Large image:

Caption:

pen and ink on paper
21 x 29.7 cm
2005



The original piece of ochre

from TLS Art in Lockdown - Tales from our contributors
June 12, 2020

My house is full of things. Heaped surfaces, busy walls and overloaded shelves make for dust traps beyond hope of inventory. Most items are either my own works, made over the last sixty years, or artefacts from Africa collected since an eye-opening visit to that continent in the early 1970s. A particular drawing that i often pause to reflect on as I pass up and down stairs, uniquely links these two aspects of my activity. 

Pliny said famously that “Out of Africa comes always something new”, but in my lucky lifetime that has rather meant something of ever greater age. Recent finds at the Blombos cave site, near the cape of South Africa, are exciting examples, the most important of them being an eloquent, abstract image. This takes the form of a piece of ochre stone, delicately engraved with a refined tool on its prepared surface, with a complex network of lines. The object, less than a hand span in length, can be securely dated to a period seventy seven thousand years ago, thereby doubling the history of drawing. It emerges from a culture that had already been shown to have produced, generations before, the earliest known jewellery in the shape of necklaces made from pierced shells.

The more I looked at photographs of the engraving, the more I was intrigued by its rhythmic sophistication. Copying the old masters is a traditional way for artists to understand their trade, and I was soon transcribing the marks this oldest of old masters had made. Such a slow procedure allowed me to relish each line, and explore the coherent net they built. While I worked, I became freed of all sense of scale, as if I were inhabiting a linear maze of epic proportions, walking its paths and exploring their intersections. At a miniature level, however, it was also a process akin to sight-reading a musical score. 

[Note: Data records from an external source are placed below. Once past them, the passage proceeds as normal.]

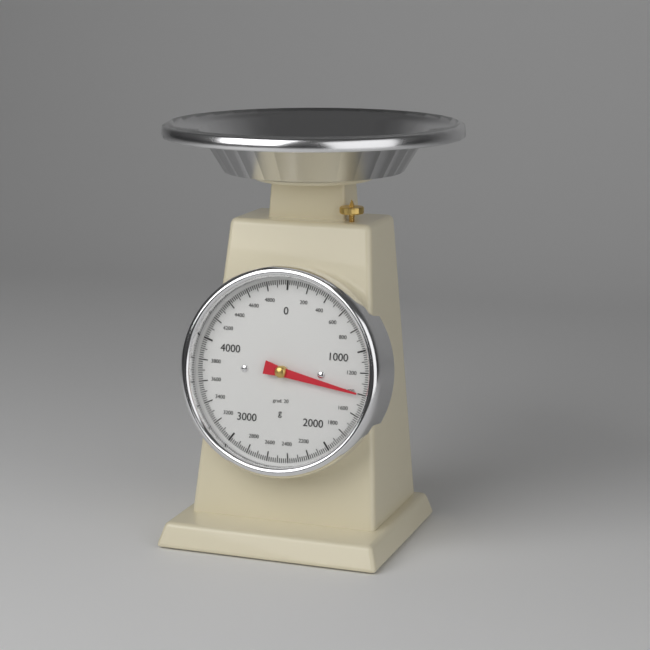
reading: 1400 g
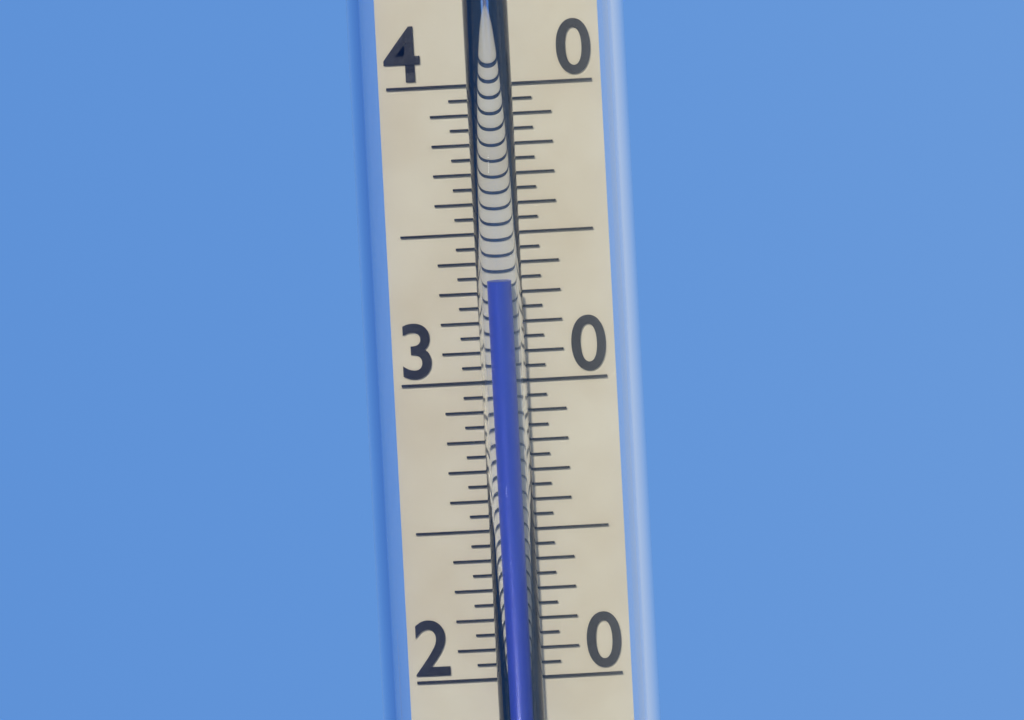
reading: 33.3 (no unit)
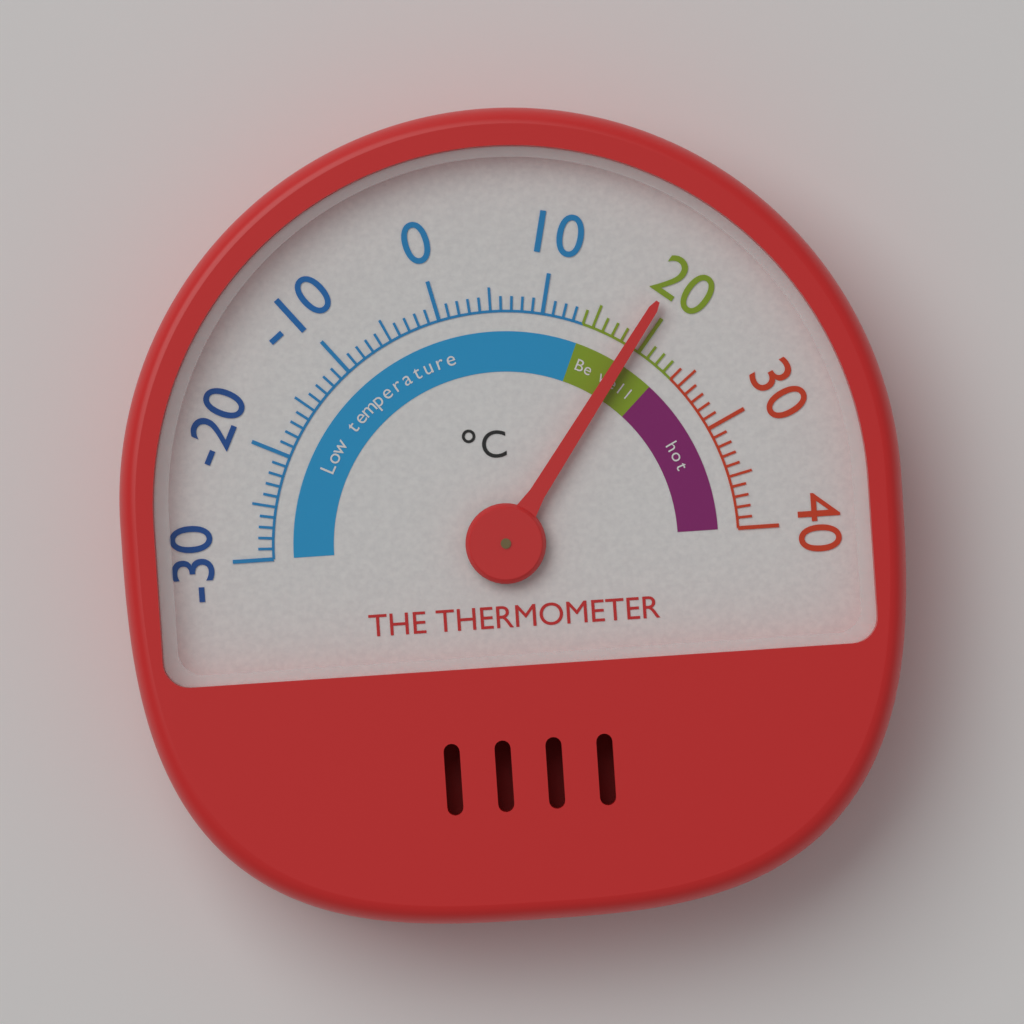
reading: 19 °C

Pondering its (finally unknowable) meaning or purpose, I marvelled at its force as an abstraction, evoking an infinitely distant prefigurement of Jackson Pollock’s Blue Poles. It seemed to contain the potential of all letter forms and ornamental devices, as well as the making of maps, the latticework of nature and even the schematics of engineering design. It was in essence the kind of structural meditation that would not be out of place in one of Leonardo da Vinci’s notebooks. Art history is fond of attribution, so I have confidently ascribed, à la Berenson, this elusively purposive drawing to an ur artist provisionally named Og, of whose work I shall always remain an awe-struck admirer.